Records supplied START
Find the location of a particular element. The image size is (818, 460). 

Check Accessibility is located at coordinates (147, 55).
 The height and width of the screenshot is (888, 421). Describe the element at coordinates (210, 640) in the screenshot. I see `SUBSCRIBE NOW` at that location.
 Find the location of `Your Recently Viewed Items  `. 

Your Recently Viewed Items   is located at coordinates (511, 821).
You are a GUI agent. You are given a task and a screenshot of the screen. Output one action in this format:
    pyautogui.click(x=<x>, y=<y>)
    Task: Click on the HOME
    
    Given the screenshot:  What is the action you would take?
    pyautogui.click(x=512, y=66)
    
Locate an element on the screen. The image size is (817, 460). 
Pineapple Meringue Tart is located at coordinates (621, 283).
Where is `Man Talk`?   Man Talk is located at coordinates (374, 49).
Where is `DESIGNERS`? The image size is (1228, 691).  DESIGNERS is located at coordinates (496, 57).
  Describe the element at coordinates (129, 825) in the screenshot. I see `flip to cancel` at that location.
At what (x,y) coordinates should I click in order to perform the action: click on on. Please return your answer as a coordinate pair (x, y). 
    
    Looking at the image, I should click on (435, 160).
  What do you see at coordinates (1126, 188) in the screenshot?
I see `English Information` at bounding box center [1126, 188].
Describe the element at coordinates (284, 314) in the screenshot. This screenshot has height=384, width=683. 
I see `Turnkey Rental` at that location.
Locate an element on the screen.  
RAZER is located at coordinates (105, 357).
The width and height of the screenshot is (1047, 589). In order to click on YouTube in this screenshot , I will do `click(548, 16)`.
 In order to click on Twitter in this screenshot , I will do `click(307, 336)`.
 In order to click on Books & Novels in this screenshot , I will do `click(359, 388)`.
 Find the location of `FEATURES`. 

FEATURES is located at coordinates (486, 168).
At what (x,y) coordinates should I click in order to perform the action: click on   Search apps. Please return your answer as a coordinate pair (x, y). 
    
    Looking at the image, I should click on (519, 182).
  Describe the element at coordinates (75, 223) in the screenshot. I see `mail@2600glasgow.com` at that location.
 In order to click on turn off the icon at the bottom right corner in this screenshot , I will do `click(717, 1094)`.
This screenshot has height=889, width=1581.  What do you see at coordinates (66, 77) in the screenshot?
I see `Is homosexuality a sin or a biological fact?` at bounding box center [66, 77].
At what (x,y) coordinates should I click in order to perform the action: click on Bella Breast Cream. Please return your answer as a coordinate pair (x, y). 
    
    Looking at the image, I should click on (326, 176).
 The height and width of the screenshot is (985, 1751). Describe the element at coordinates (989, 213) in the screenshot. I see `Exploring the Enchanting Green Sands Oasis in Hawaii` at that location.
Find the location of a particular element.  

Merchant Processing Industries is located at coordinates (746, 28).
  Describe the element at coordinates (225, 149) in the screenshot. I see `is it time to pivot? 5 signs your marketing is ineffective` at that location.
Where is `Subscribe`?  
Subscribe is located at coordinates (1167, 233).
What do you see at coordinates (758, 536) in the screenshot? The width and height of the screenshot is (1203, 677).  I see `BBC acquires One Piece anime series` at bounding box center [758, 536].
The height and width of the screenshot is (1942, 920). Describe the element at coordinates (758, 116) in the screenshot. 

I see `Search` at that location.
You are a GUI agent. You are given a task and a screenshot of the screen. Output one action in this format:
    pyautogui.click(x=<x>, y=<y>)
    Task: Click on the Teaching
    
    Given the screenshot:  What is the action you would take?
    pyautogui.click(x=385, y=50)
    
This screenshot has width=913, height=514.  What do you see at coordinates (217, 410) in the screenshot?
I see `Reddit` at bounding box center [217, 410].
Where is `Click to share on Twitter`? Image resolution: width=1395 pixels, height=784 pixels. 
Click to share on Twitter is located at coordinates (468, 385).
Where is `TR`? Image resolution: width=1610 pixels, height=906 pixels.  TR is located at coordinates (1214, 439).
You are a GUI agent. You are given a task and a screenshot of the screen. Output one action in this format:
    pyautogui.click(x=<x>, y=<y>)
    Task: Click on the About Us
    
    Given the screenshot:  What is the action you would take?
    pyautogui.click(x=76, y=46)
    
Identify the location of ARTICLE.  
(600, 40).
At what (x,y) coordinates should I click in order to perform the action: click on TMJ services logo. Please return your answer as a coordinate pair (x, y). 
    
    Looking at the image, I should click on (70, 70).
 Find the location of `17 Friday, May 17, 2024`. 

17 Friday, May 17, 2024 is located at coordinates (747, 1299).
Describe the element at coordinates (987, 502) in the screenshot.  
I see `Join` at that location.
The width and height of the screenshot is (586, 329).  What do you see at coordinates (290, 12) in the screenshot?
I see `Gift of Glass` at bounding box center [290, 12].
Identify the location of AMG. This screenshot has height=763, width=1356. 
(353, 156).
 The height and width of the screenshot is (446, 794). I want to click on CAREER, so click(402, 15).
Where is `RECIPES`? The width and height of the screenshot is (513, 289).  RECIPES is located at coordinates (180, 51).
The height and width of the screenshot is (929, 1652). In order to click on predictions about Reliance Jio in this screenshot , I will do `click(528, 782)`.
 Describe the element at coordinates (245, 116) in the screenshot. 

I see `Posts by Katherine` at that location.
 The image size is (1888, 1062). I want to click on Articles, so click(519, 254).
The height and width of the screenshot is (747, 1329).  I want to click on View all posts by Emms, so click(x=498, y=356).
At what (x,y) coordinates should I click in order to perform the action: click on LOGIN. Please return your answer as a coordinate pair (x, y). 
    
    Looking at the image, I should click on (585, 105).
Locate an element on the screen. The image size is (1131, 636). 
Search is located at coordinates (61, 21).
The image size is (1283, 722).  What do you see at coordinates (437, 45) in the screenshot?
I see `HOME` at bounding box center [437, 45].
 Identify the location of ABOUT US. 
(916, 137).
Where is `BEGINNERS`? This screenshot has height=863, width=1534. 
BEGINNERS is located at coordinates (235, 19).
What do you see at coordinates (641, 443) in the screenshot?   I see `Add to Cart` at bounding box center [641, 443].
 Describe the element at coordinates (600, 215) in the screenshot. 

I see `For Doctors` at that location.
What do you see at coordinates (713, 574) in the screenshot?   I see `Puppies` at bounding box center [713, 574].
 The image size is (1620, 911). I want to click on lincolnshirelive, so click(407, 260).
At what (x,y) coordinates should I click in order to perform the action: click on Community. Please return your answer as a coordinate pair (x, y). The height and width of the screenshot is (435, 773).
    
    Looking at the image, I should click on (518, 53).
Records supplied END
Transcribe all of the data so that each line matches the source exactly.

◆ Result of this task
Find the location of a particular element. The image size is (818, 460). 

Check Accessibility is located at coordinates (147, 55).
 The height and width of the screenshot is (888, 421). Describe the element at coordinates (210, 640) in the screenshot. I see `SUBSCRIBE NOW` at that location.
 Find the location of `Your Recently Viewed Items  `. 

Your Recently Viewed Items   is located at coordinates (511, 821).
You are a GUI agent. You are given a task and a screenshot of the screen. Output one action in this format:
    pyautogui.click(x=<x>, y=<y>)
    Task: Click on the HOME
    
    Given the screenshot:  What is the action you would take?
    pyautogui.click(x=512, y=66)
    
Locate an element on the screen. The image size is (817, 460). 
Pineapple Meringue Tart is located at coordinates (621, 283).
Where is `Man Talk`?   Man Talk is located at coordinates (374, 49).
Where is `DESIGNERS`? The image size is (1228, 691).  DESIGNERS is located at coordinates (496, 57).
  Describe the element at coordinates (129, 825) in the screenshot. I see `flip to cancel` at that location.
At what (x,y) coordinates should I click in order to perform the action: click on on. Please return your answer as a coordinate pair (x, y). 
    
    Looking at the image, I should click on (435, 160).
  What do you see at coordinates (1126, 188) in the screenshot?
I see `English Information` at bounding box center [1126, 188].
Describe the element at coordinates (284, 314) in the screenshot. This screenshot has height=384, width=683. 
I see `Turnkey Rental` at that location.
Locate an element on the screen.  
RAZER is located at coordinates (105, 357).
The width and height of the screenshot is (1047, 589). In order to click on YouTube in this screenshot , I will do `click(548, 16)`.
 In order to click on Twitter in this screenshot , I will do `click(307, 336)`.
 In order to click on Books & Novels in this screenshot , I will do `click(359, 388)`.
 Find the location of `FEATURES`. 

FEATURES is located at coordinates (486, 168).
At what (x,y) coordinates should I click in order to perform the action: click on   Search apps. Please return your answer as a coordinate pair (x, y). 
    
    Looking at the image, I should click on (519, 182).
  Describe the element at coordinates (75, 223) in the screenshot. I see `mail@2600glasgow.com` at that location.
 In order to click on turn off the icon at the bottom right corner in this screenshot , I will do `click(717, 1094)`.
This screenshot has height=889, width=1581.  What do you see at coordinates (66, 77) in the screenshot?
I see `Is homosexuality a sin or a biological fact?` at bounding box center [66, 77].
At what (x,y) coordinates should I click in order to perform the action: click on Bella Breast Cream. Please return your answer as a coordinate pair (x, y). 
    
    Looking at the image, I should click on (326, 176).
 The height and width of the screenshot is (985, 1751). Describe the element at coordinates (989, 213) in the screenshot. I see `Exploring the Enchanting Green Sands Oasis in Hawaii` at that location.
Find the location of a particular element.  

Merchant Processing Industries is located at coordinates (746, 28).
  Describe the element at coordinates (225, 149) in the screenshot. I see `is it time to pivot? 5 signs your marketing is ineffective` at that location.
Where is `Subscribe`?  
Subscribe is located at coordinates (1167, 233).
What do you see at coordinates (758, 536) in the screenshot? The width and height of the screenshot is (1203, 677).  I see `BBC acquires One Piece anime series` at bounding box center [758, 536].
The height and width of the screenshot is (1942, 920). Describe the element at coordinates (758, 116) in the screenshot. 

I see `Search` at that location.
You are a GUI agent. You are given a task and a screenshot of the screen. Output one action in this format:
    pyautogui.click(x=<x>, y=<y>)
    Task: Click on the Teaching
    
    Given the screenshot:  What is the action you would take?
    pyautogui.click(x=385, y=50)
    
This screenshot has width=913, height=514.  What do you see at coordinates (217, 410) in the screenshot?
I see `Reddit` at bounding box center [217, 410].
Where is `Click to share on Twitter`? Image resolution: width=1395 pixels, height=784 pixels. 
Click to share on Twitter is located at coordinates (468, 385).
Where is `TR`? Image resolution: width=1610 pixels, height=906 pixels.  TR is located at coordinates (1214, 439).
You are a GUI agent. You are given a task and a screenshot of the screen. Output one action in this format:
    pyautogui.click(x=<x>, y=<y>)
    Task: Click on the About Us
    
    Given the screenshot:  What is the action you would take?
    pyautogui.click(x=76, y=46)
    
Identify the location of ARTICLE.  
(600, 40).
At what (x,y) coordinates should I click in order to perform the action: click on TMJ services logo. Please return your answer as a coordinate pair (x, y). 
    
    Looking at the image, I should click on (70, 70).
 Find the location of `17 Friday, May 17, 2024`. 

17 Friday, May 17, 2024 is located at coordinates (747, 1299).
Describe the element at coordinates (987, 502) in the screenshot.  
I see `Join` at that location.
The width and height of the screenshot is (586, 329).  What do you see at coordinates (290, 12) in the screenshot?
I see `Gift of Glass` at bounding box center [290, 12].
Identify the location of AMG. This screenshot has height=763, width=1356. 
(353, 156).
 The height and width of the screenshot is (446, 794). I want to click on CAREER, so click(402, 15).
Where is `RECIPES`? The width and height of the screenshot is (513, 289).  RECIPES is located at coordinates (180, 51).
The height and width of the screenshot is (929, 1652). In order to click on predictions about Reliance Jio in this screenshot , I will do `click(528, 782)`.
 Describe the element at coordinates (245, 116) in the screenshot. 

I see `Posts by Katherine` at that location.
 The image size is (1888, 1062). I want to click on Articles, so click(519, 254).
The height and width of the screenshot is (747, 1329).  I want to click on View all posts by Emms, so click(x=498, y=356).
At what (x,y) coordinates should I click in order to perform the action: click on LOGIN. Please return your answer as a coordinate pair (x, y). 
    
    Looking at the image, I should click on (585, 105).
Locate an element on the screen. The image size is (1131, 636). 
Search is located at coordinates (61, 21).
The image size is (1283, 722).  What do you see at coordinates (437, 45) in the screenshot?
I see `HOME` at bounding box center [437, 45].
 Identify the location of ABOUT US. 
(916, 137).
Where is `BEGINNERS`? This screenshot has height=863, width=1534. 
BEGINNERS is located at coordinates (235, 19).
What do you see at coordinates (641, 443) in the screenshot?   I see `Add to Cart` at bounding box center [641, 443].
 Describe the element at coordinates (600, 215) in the screenshot. 

I see `For Doctors` at that location.
What do you see at coordinates (713, 574) in the screenshot?   I see `Puppies` at bounding box center [713, 574].
 The image size is (1620, 911). I want to click on lincolnshirelive, so click(407, 260).
At what (x,y) coordinates should I click in order to perform the action: click on Community. Please return your answer as a coordinate pair (x, y). The height and width of the screenshot is (435, 773).
    
    Looking at the image, I should click on (518, 53).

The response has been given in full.